This is the latest in a series of posts about common (and not so common) comments that members of the Phoenix Firestorm Support team hear from people who seem to think that such statements will help them in fixing problems. Start here if you'd like to read from the beginning. This one addresses:
5) "I would pay to have this work for me."
Fortunately, I don't actually hear this one a lot, and most of the times I've heard it, it was meant merely as a compliment, as in, "I can't believe this is free!" which of course is totally fine and totally inoffensive. Only occasionally have I heard someone say this in a context that caused me to believe they meant they actually thought that paying for the viewer would bring them better support, and that's where it becomes sticky and not a bit useful.
So let's talk about what the team's volunteer status means and doesn't mean.
It means that when someone is helping you, they're doing it because they want to and not because they're required to for a paycheck. It means they're hopefully not doing it at a time when they'd rather be doing something else. It means we all help in the style we're most comfortable with, and we don't have any arbitrary goals, like having to close X number of tickets or suffer through a nasty day and subject others to our tired, cranky mood for three more hours.
It means the person helping you has their own set of strengths and weaknesses and isn't expected to know everything, but what they know, they know from inworld experience or from helping in support, rather than from working off of an IT checklist that you don't get to see (though they may go through the very same suggestions that are listed in our publicly available wiki).
It also means, however, that you're not going to get your ass kissed. Like, ever. We expect to handle some degree of frustration, aggravation, and even anger. But if you're being abusive, then you can just talk to the autoresponse. Yeah, buh-bye.
It's not just about out-and-out abuse, though. It's about that theme I brought up in the previous point: entitlement. In a consumerist culture, it's taken for granted that if you're the customer, then you're entitled not only to the product you're paying for but to some level of acquiescence on the part of those who represent the company. When people don't receive what they want from a free service like ours, they occasionally seem to conclude that if they were paying for it, they'd suddenly get the response they're used to as paying customers… or in any event feel more justified to complain if they don't.
And so on at least one occasion, the person who said to me, "I would pay for this to work," seemed to be implying that if she were paying our devs, they'd be able to work faster, and if she were paying me, I'd give her answers that presumably I was holding back or that were above my salary (being nil as it is).
Something tells me, as well, she was thinking on a Second Life monetary scale (a few thousand L$ here or there) and not on the scale of offering competitive real life salaries that would entice busy developers to leave stable jobs with benefits. And so, no, paying support or devs or the organization on the whole would not make timeframe miracles happen. It would not entitle you to special treatment or prioritization. And it would not result in the creation of a better product.
The only thing it would do at the users' end is allow a handful of people to feel like they'd deserve to have their asses kissed.
Let's note also how the company we are all subject to -- Linden Lab -- does stratify its users via basic and premium accounts, each with its own allowances and privileges. That's reasonable for a company. But a lot of what the Phoenix Firestorm team does is clean up after the shortcomings of that system. If we were to follow suit, we would merely be replicating that stratification.
As soon as money enters the equation, certain things are likely to become formalized: what that money buys you and what it doesn't, what is expected of those receiving a slice and how much that slice is going to be. Everything that makes our team internally effective -- its flexibility, its ability to retain team members' attention by allowing them to work if and when and on what they want to, its place as a labor of love for most of those involved -- would be compromised by the introduction of a formal financial structure.
Second Life has a thriving freebie culture in conjunction with its culture of entitlement. But offering to pay for something that you know most people will expect for free, far from being a gesture of generosity, can sometimes be just the opposite. It has the potential to feed into the same "I want an oompa loompa and I want it now!" mentality. And so I'm very happy volunteering for an organization that doesn't accept donations, thankyouverymuch.
Enjoy the fact that the viewer and the support for it come totally free of charge to you, but please understand as well that it means we work differently from what you're used to as a customer. Some of those differences may not benefit you, but we hope the majority of them do.
I have, on occasion, said this, but with the intent of "if it would motivate a dev to fix my bug or add my feature, I would be willing to put up money for this." I contributed to the mesh deformer fundraiser in this spirit.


When the string "Game" is part of a line below, that line should be copied.

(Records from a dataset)

################

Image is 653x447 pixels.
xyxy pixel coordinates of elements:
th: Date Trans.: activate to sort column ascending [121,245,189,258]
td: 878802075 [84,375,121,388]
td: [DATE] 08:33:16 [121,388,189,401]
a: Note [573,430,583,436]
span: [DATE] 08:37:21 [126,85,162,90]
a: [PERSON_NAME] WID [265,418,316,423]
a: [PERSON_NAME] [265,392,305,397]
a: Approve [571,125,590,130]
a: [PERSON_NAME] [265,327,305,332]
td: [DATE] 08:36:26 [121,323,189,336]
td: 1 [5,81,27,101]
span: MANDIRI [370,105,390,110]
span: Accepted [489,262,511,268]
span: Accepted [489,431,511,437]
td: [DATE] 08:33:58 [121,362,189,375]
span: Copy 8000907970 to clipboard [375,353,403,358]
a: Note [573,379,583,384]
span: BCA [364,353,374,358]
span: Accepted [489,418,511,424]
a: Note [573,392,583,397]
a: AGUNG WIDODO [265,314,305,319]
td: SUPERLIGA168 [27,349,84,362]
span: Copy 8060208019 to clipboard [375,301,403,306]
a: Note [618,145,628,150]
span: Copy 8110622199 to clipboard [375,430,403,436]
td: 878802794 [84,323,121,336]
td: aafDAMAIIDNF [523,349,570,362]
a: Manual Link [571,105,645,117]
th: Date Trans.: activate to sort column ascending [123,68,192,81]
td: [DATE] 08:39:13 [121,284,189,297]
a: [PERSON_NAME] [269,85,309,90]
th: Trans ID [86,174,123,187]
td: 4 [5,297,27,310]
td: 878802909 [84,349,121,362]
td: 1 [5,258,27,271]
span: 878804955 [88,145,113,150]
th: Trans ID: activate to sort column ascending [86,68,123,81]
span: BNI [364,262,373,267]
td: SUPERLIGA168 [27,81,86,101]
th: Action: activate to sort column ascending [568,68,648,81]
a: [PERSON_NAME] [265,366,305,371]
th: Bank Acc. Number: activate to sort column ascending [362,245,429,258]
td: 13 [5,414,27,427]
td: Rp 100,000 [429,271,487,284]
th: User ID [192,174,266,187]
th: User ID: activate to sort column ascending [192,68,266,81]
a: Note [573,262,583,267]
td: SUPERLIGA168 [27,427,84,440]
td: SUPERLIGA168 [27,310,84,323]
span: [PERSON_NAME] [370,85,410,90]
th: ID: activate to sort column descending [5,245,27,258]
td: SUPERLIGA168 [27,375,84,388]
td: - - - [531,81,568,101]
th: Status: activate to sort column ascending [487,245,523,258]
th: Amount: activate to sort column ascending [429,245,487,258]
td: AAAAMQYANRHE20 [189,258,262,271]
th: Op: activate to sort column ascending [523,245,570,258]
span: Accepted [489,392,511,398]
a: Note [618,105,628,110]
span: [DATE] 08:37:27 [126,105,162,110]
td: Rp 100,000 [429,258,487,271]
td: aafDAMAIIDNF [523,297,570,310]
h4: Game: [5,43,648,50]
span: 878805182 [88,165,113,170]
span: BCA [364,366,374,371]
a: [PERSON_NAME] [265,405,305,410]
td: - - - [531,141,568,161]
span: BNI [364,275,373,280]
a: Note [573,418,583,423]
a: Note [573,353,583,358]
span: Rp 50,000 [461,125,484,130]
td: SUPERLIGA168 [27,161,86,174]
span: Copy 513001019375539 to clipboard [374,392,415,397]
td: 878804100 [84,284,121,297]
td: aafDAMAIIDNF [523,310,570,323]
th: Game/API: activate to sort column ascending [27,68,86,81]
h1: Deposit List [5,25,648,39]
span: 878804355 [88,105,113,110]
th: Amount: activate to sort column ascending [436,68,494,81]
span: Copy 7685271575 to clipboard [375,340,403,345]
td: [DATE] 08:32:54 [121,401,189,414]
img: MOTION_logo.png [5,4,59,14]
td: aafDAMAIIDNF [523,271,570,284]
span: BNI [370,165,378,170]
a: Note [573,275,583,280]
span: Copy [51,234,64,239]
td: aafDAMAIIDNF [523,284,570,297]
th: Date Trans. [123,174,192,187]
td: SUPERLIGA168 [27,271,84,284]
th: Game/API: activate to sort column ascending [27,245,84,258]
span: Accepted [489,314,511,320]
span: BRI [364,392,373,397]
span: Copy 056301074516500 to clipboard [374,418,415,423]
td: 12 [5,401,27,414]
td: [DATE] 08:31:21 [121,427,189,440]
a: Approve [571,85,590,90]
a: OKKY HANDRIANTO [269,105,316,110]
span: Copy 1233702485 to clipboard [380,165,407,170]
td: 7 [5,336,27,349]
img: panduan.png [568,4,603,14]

################

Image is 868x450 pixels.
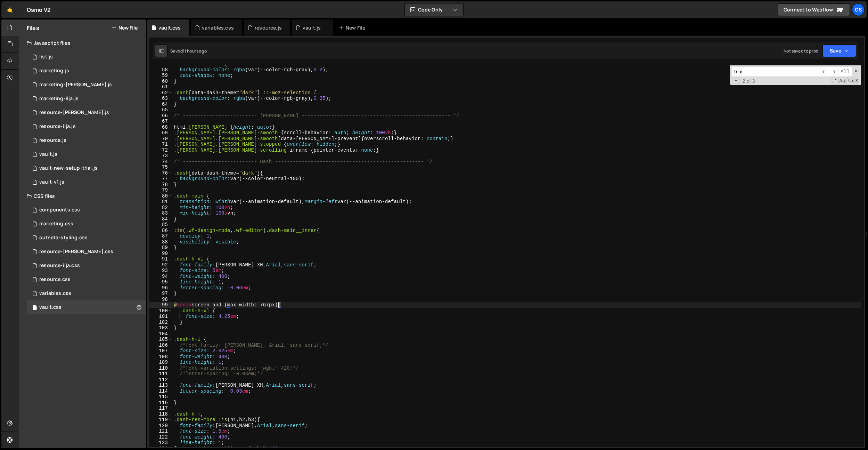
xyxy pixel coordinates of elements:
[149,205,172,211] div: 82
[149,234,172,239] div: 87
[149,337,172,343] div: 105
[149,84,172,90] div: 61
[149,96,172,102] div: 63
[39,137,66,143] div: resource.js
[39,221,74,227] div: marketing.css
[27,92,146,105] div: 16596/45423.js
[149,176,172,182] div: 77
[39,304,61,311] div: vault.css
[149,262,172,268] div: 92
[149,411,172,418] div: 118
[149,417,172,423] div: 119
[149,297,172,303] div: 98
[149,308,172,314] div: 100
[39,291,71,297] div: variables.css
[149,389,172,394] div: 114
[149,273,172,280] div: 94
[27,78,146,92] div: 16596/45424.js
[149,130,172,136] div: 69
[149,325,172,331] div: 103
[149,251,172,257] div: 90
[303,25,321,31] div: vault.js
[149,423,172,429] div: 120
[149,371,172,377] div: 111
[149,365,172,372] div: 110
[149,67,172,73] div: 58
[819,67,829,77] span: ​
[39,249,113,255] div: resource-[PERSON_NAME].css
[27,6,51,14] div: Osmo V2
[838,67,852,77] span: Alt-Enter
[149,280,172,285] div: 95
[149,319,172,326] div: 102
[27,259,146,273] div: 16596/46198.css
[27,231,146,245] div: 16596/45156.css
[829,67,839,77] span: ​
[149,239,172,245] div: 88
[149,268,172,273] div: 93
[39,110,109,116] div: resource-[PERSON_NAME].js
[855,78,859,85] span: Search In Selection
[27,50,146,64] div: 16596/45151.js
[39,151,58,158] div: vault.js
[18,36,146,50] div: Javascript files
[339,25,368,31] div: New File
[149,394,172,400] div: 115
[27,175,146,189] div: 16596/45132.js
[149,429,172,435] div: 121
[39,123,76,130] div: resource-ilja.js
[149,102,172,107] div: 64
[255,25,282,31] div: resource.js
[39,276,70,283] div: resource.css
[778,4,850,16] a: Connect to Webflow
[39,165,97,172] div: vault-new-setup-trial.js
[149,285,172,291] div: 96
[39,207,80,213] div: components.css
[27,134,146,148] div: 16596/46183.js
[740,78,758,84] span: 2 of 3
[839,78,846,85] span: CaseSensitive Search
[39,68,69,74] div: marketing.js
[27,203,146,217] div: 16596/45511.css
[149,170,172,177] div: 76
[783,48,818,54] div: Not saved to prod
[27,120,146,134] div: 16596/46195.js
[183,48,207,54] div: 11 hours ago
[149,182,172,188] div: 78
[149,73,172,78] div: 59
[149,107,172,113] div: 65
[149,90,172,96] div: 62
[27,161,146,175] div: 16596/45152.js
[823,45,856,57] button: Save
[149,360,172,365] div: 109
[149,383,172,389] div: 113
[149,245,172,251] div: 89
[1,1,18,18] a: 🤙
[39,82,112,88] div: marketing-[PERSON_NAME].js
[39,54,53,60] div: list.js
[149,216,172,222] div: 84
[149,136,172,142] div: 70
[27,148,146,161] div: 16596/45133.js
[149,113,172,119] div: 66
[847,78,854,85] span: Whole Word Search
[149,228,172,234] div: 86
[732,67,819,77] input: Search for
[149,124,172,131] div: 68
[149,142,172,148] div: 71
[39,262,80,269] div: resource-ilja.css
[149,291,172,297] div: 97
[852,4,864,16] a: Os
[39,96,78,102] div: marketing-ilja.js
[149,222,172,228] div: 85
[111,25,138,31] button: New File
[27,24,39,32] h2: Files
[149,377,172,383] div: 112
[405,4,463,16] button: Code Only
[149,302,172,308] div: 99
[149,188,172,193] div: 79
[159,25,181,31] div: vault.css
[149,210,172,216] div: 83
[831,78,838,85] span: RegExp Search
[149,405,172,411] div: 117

################

Written answer
h4: Game: [5,43,648,50]
th: Game/API: activate to sort column ascending [27,68,86,81]
th: Game/API: activate to sort column ascending [27,245,84,258]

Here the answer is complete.